In this Q&A, Forrester Research healthcare analyst Jeffrey Becker explains why contact tracing will take healthcare systems to the next level with disease surveillance and why healthcare CIOs need to familiarize themselves with the process.
What is contact tracing and why are healthcare CIOs talking about it?

Jeffrey Becker: Contact tracing was around before this pandemic and it will be around after the next one. … Traditional contact tracing is just asking who you've seen in the last 14 days -- where did you go, who have you seen? You can stand up an effective contact tracing program with call centers, and that's what public health agencies are doing. They use call centers to call the people that you named to tell them, 'You need to monitor your symptoms; you've been exposed.'
What is the value of contact tracing to healthcare systems?
Becker: They're operating in such a high-risk environment that there are existing infectious disease surveillance tools available that most IT teams at hospitals are already running. [But] the contact tracing approach is unique in that it goes beyond just traditional surveillance and aims to capture person-to-person instances of extended contact. There is value in that for a health system because once a patient is diagnosed with COVID-19, the health system can look back and identify all of their exposed clinicians.
What's the reality of contact tracing for healthcare CIOs right now?
Becker: The reality right now is that they should already have contact tracing programs in place in some shape or form -- they might just not even recognize them as contact tracing programs.
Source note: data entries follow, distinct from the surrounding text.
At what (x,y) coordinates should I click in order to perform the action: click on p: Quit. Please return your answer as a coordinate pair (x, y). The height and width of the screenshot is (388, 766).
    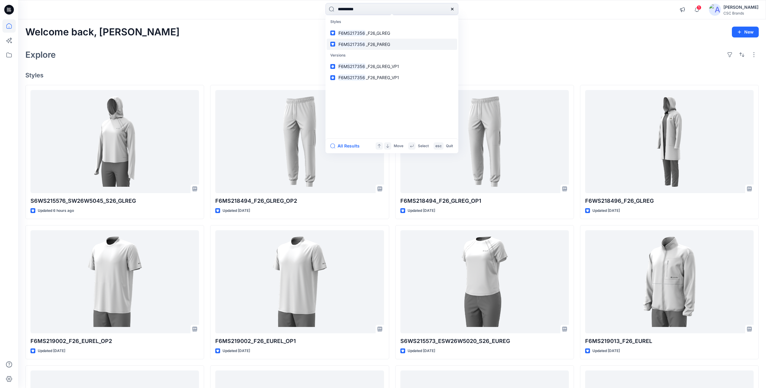
    Looking at the image, I should click on (449, 146).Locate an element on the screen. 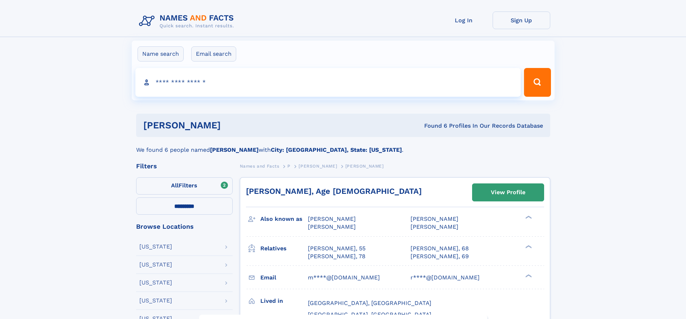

I would expect that in many cases there is a process in place at the office where, if you test positive and you report that to your employer, they'll go back through their systems of record and identify every patient you've seen. They'll create a list of people you were in proximity to and they'll create that list through a manual workflow, a manual process. There will be a team of people who investigate your last 14 days and compile a list and that will inform outbound communication strategies.
Are contact tracing tools, apps and programs something healthcare CIOs should be considering?
Becker: Healthcare is one of the places where it could be most helpful. Doctors are seeing so many patients a day, they're all very high risk. Especially as the [Centers for Medicare and Medicaid Services] is alluding to reopening elective procedures in certain areas. You're talking about non-COVID patients coming back to the hospital, non-COVID-related doctors coming back to the hospital. It would be a very helpful solution when you start to think about the reopening of the healthcare system.
What's the buzz around what companies like Google and Apple are building?
Becker: When you look at what Google and Apple are doing, it's an innovative, new approach to contact tracing. … The new technology that Apple and Google are creating is trying to extend the list of people you were in contact with. They're trying to add the people who we don't know, what their names [are]. It's not a problem while we're at home, but it starts to become a problem when we all leave home and start to reenter the community.
If they [are] able to achieve meaningful adoption, you would get a notice on your phone that said someone you were within six feet of for more than 15 minutes over the last 14 days has tested positive for COVID-19. The whole process would be automated.
Are there privacy issues with that kind of technology?
Becker: If you've been diagnosed with COVID-19 but you're relatively asymptomatic and you have to go back to work because it's been a week and you feel fine, or because you need to make ends meet, if you walk into your workplace with that app still running and you sit down in your conference room meetings, everyone's phones are going to light up … very invasive.
Editor's note: Responses have been edited for brevity and clarity.